Daily Record

No Dembele No Griffiths No sweat

Rodgers isn’t panicking about injury crisis as he puts his faith in squad

- CRAIG SWAN c.swan@dailyrecor­d.co.uk

NO Moussa Dembele. No Leigh Griffiths. No problem.

If Brendan Rodgers is worried about going into tonight’s Champions League showdown without his two sharpest-shooters, he’s hiding it well.

Then again, he went through all of last season doing that too.

Dembele and Griffiths may have hit seven goals in the six do-or-die qualifiers a year ago but Rodgers has spent a season reshaping Celtic and ensuring the whole set-up doesn’t rely on individual­s.

Restructur­ing, reworking, finding ways and systems.

Losing one is disappoint­ing. Losing two is frustratin­g. But none of the blows is fatal. The hours put in at Lennoxtown, the teachings of tactics, the flexibilit­y.

All geared towards situations like this. Callum McGregor deployed at left-back. Scott Brown dropping into a near centre-back position. Rotations of three to four at the back within seconds.

The situation last term when Scott Sinclair played up front, a role also taken at times by Patrick Roberts and Tom Rogic.

It’s not square pegs in round holes anymore. It’s just having adjustable pieces for your jigsaw.

Rodgers would rather have Dembele and Griffiths against Rosenborg but the card house won’t collapse without them in the most intense of situations.

Asked if he’d prefer to be at his strongest up front for the tie, he said: “We still might be. We didn’t have a striker at Hearts and we scored five.

“That’s what you need. Multiple goalscorer­s. We have Rogic who scores, Sinclair who scores, James Forrest chips in, Stuart Armstrong can score.

“We have enough goalscorer­s in there. Just because it’s not a traditiona­l goalscorer doesn’t mean you can’t score. You just have to find a different way”

Put simply, just because there’s tightness in Dembele’s hamstring doesn’t mean there’s any in the Celtic set-up.

Rogic is set to get the nod as what modern coaches call a false nine tonight and Rodgers said: “It gives you superiorit­y. It’s very difficult to play against and I’ve done it wherever I’ve been.

“That floating player forcing the centre-half to come in or come out and what you need is pace in behind him.

“It can gain you superiorit­y in an effective area of the field.

“You will always have in your squad the reference point of a number nine.

“For me, that nine needs to be able and have mobility.

“But, if they are not available, it’s about being able to move and find other ways.

“That was the beauty of last season, what we developed from.”

Of course, the manager can talk tactics all day long. He’d certainly rather do that than discuss transfer speculatio­n or the Green Brigade.

Football fans these days are excellentl­y educated yet, naturally, there will be some who struggle with Rodgers’ subtle nuances.

For them, it’s all chat. What counts is performanc­es, whatever way you do it, and the Celtic fans trust Rodgers because of the way he has sent his players out in the last 12 months.

Sure it’s talent, sure it’s technical ability. But, as Rodgers says, it’s as much about attitude and applicatio­n. He added: “We had to get them mentally right and then, over the course of the season, we were able to play a different system, different structures.

“Then we arrived at this point where we have courage.

“British teams, in the main, have a courage which is physical.

“Be aggressive and strong but then sometimes what happens is that, when the pressure is on, the players and coaches get nervous.

“This team now is building towards having courage to play.

“We are at a point where, in these games, there is a different feel and a different courage to accept the ball and have the nerve to play.

“We have morphed from a defensive system and then different attacking systems within the game.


- _Prompt_: Which lines run from the line containing "Where is each" through the end of the records below? Reproduce them exactly, and nothing else.

- _Record excerpts_:
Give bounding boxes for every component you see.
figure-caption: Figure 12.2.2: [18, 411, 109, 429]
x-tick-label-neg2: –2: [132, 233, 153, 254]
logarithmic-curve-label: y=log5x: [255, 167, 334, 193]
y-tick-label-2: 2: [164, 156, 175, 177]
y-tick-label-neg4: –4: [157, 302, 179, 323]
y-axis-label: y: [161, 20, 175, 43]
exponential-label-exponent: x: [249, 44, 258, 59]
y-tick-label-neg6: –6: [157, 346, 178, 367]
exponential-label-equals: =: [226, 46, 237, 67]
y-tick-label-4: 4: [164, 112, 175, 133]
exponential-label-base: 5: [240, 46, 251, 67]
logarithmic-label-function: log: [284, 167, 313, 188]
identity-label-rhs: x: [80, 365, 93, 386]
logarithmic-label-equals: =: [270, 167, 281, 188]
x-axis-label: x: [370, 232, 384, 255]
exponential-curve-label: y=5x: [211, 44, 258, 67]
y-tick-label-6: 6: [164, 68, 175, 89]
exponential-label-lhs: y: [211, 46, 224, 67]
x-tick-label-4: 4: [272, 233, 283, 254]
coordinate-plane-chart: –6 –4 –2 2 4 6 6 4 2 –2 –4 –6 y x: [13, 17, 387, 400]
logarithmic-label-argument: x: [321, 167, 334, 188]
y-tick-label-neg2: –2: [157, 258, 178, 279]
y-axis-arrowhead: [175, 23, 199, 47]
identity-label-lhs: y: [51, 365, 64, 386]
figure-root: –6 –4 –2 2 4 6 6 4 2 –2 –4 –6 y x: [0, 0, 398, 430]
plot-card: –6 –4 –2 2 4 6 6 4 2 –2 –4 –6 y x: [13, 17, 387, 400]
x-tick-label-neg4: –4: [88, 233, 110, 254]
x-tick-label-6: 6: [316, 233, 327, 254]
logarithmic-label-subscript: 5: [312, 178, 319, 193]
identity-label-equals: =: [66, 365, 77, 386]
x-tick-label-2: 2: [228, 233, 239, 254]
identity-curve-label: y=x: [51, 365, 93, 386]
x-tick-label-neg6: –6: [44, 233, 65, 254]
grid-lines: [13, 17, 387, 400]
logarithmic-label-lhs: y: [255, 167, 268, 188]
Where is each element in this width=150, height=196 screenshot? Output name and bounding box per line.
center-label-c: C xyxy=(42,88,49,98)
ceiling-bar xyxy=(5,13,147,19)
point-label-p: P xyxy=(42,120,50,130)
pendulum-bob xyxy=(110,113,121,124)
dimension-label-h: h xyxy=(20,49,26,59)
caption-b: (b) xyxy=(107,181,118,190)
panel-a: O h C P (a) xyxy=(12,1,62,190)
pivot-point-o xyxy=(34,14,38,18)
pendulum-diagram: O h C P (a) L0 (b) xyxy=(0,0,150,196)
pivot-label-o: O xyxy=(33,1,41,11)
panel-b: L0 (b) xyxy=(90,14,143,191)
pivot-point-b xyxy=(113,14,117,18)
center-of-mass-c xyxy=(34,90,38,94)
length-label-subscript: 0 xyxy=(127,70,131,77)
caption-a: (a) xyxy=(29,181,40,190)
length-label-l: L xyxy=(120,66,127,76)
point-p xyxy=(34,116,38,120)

- _Output_:
Where is each element in this width=150, height=196 screenshot? Output name and bounding box per line.
center-label-c: C xyxy=(42,88,49,98)
ceiling-bar xyxy=(5,13,147,19)
point-label-p: P xyxy=(42,120,50,130)
pendulum-bob xyxy=(110,113,121,124)
dimension-label-h: h xyxy=(20,49,26,59)
caption-b: (b) xyxy=(107,181,118,190)
panel-a: O h C P (a) xyxy=(12,1,62,190)
pivot-point-o xyxy=(34,14,38,18)
pendulum-diagram: O h C P (a) L0 (b) xyxy=(0,0,150,196)
pivot-label-o: O xyxy=(33,1,41,11)
panel-b: L0 (b) xyxy=(90,14,143,191)
pivot-point-b xyxy=(113,14,117,18)
center-of-mass-c xyxy=(34,90,38,94)
length-label-subscript: 0 xyxy=(127,70,131,77)
caption-a: (a) xyxy=(29,181,40,190)
length-label-l: L xyxy=(120,66,127,76)
point-p xyxy=(34,116,38,120)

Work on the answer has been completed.